=== Directions for this task ===
Set down again exactly the lines of the listing below that fall between the line holding "You are a GUI" and the line holding "The width and", inclusive.
BEGIN Data for this exercise
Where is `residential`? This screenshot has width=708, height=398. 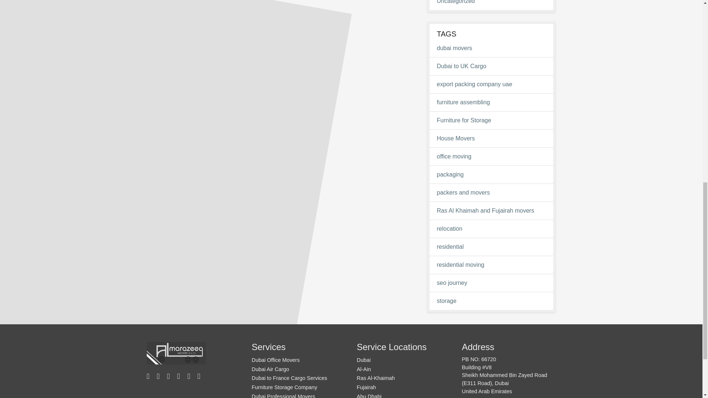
END Data for this exercise
BEGIN Data for this exercise
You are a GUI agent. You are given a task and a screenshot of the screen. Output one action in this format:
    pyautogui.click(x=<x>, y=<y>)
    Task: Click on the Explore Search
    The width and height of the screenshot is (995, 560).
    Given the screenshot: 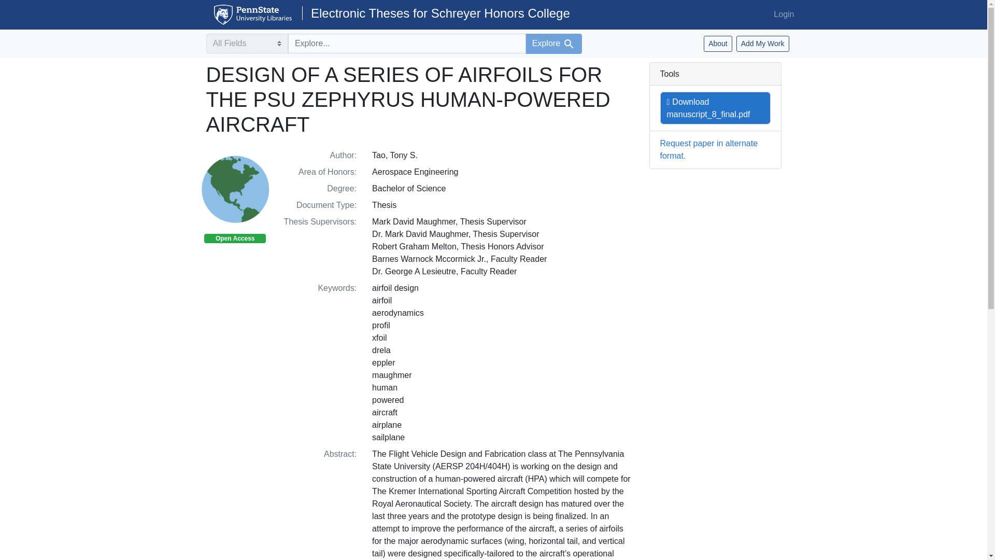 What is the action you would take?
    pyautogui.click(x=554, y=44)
END Data for this exercise
=== Expected answer ===
You are a GUI agent. You are given a task and a screenshot of the screen. Output one action in this format:
    pyautogui.click(x=<x>, y=<y>)
    Task: Click on the Explore Search
    The width and height of the screenshot is (995, 560).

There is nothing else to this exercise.